Trademark, Genericness, DescriptivenessOn September 10, 2013, Barcelona chef Quim Marqués applied to the Spanish Patent and Trademark Office for registration of the trademark PAELLA CATALANA–the name of a wildly popular dish of rice, chicken, and seafood created by Marqués at the restaurant El Suquet de l’Almirall. See Application No. M3090401 (Oficina Española de Patentes y Marcas). Although many people outside Spain view paella as a national dish of Spain, it originated in Valencia and is strongly associated with that Mediterranean region of the country. Marqués’s recipe for Paella Catalana adapts the traditional Valencian meal to the unique tastes of the autonomous community of Catalonia in the east of Spain by substituting calamari, crayfish, peas, and plums from different locales within the region.

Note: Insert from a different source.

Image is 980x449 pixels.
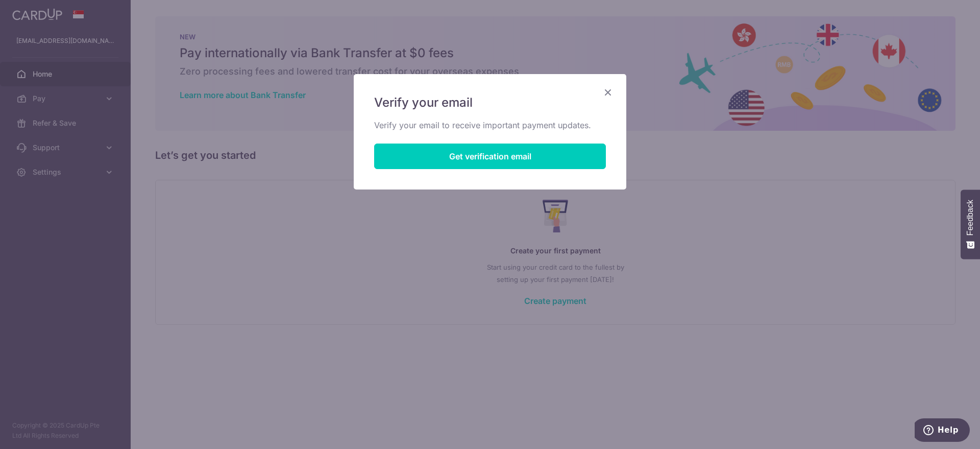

However distinctive the taste of Paella Catalana may be, according to various news reports, the Trademark Office recently determined that its name–translated as “paella from Catalonia”–is too generic or simply too descriptive of the product to be registered as a trademark. See La patente de la ‘paella catalana’ vulnera la Ley de Marcas, LaVanguardia.com (27 Mar. 2014); La Ley de Marcas frustra el registro de la denominación ‘paella catalana’, ElMundo.com (26 Mar. 2014).

Article 5(1)(b) of Spain’s Trademark Law 17/2001 explicitly prohibits the registration of marks that lack distinctive character. Subsection (c) of the same provision further declares ineligible for registration marks–

… which consist exclusively of signs or indications that may serve in trade to designate the kind, quality, quantity, intended purpose, value, geographical origin, the time of production of goods or of rendering of the service or other characteristics of the product or service.

It is perhaps not surprising that these provisions forbidding the registration of purely descriptive terms seem to have frustrated Marqués’s attempt to claim exclusive rights in the name of his signature recipe. However, even without the added legal boost of a registered trademark, the mouthwatering qualities of the dish–featured in the short video below–appear more than strong enough to ensure its success in the marketplace.